There is another way to read polls. What’s the trend? How has that number changed over time, even when the numbers are close? That story is also interesting because Harris has led since she first entered the race and that was not the case for President Joe Biden.
Of course a national poll doesn’t matter anyway. The United States elects its presidents via the Electoral College – state by state. Most of the states are pre-determined by demographics, red states, blue states. (That contest would be one-sided: The last Republican to win a majority of national voters was George W. Bush in his 2004 re-election bid.) The ones that do matter are the swing states: Arizona, Nevada, Georgia, Wisconsin, Michigan, Pennsylvania, North Carolina, and possibly Florida.
And it’s in these state races where the Native vote matters – and it’s part of a larger story.
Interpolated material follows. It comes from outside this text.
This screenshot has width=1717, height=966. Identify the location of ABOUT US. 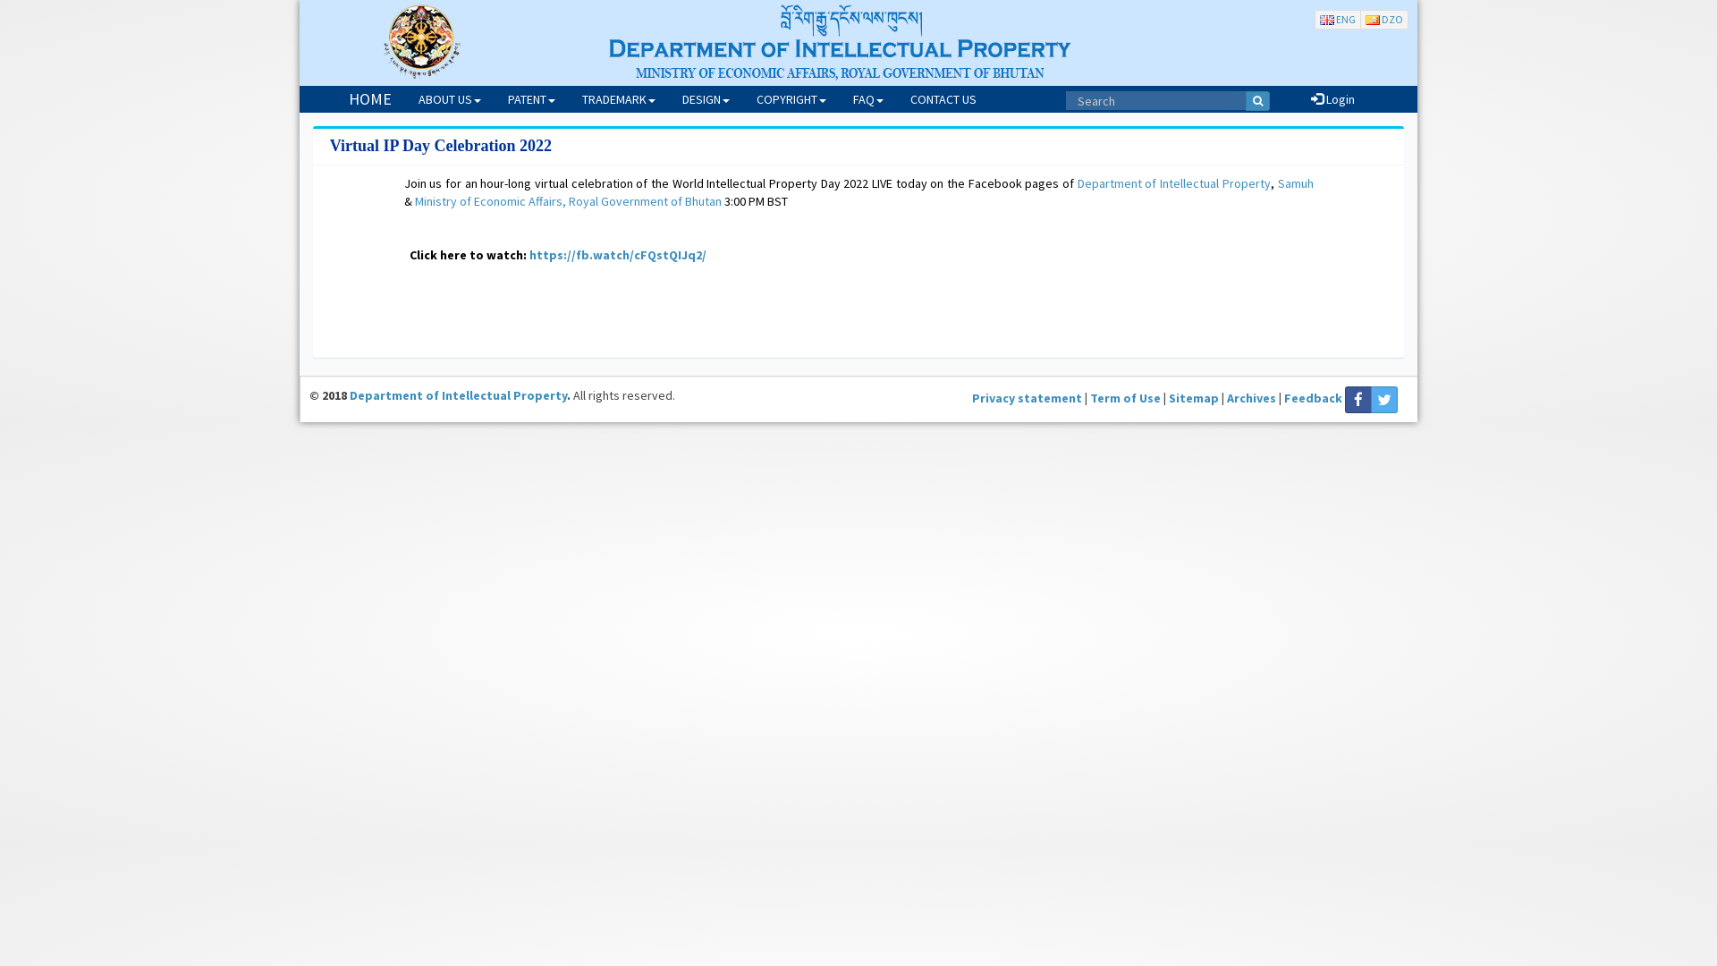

Take Nevada: In 2012 when Barack Obama was re-elected as president, that state was 65 percent White. This is what I wrote in 2012: “ So it will be possible to build a winning coalition made up of some white voters (a third or so) plus significant majorities from Latino, African American, Asian American and Native Americans.” That’s exactly what happened.
In this year’s cycle the voting demographics will only be about 45 percent White. So a winning coalition in Nevada looks a lot different – a combination of White voters, African Americans, Asian Americans and Native Americans. Another key group in this coalition is young people: Millennials are the largest voter bloc.
This essentially was the Obama coalition in 2008 and 2012 – and one thing to watch will be to see if this coalition has been reforged by Harris and Tim Walz.
And if you are waiting for that poll result? Real numbers will start coming in about a month from now when early voting begins across the country. Yes, in October. In much of the country Election Day is more like Election Month.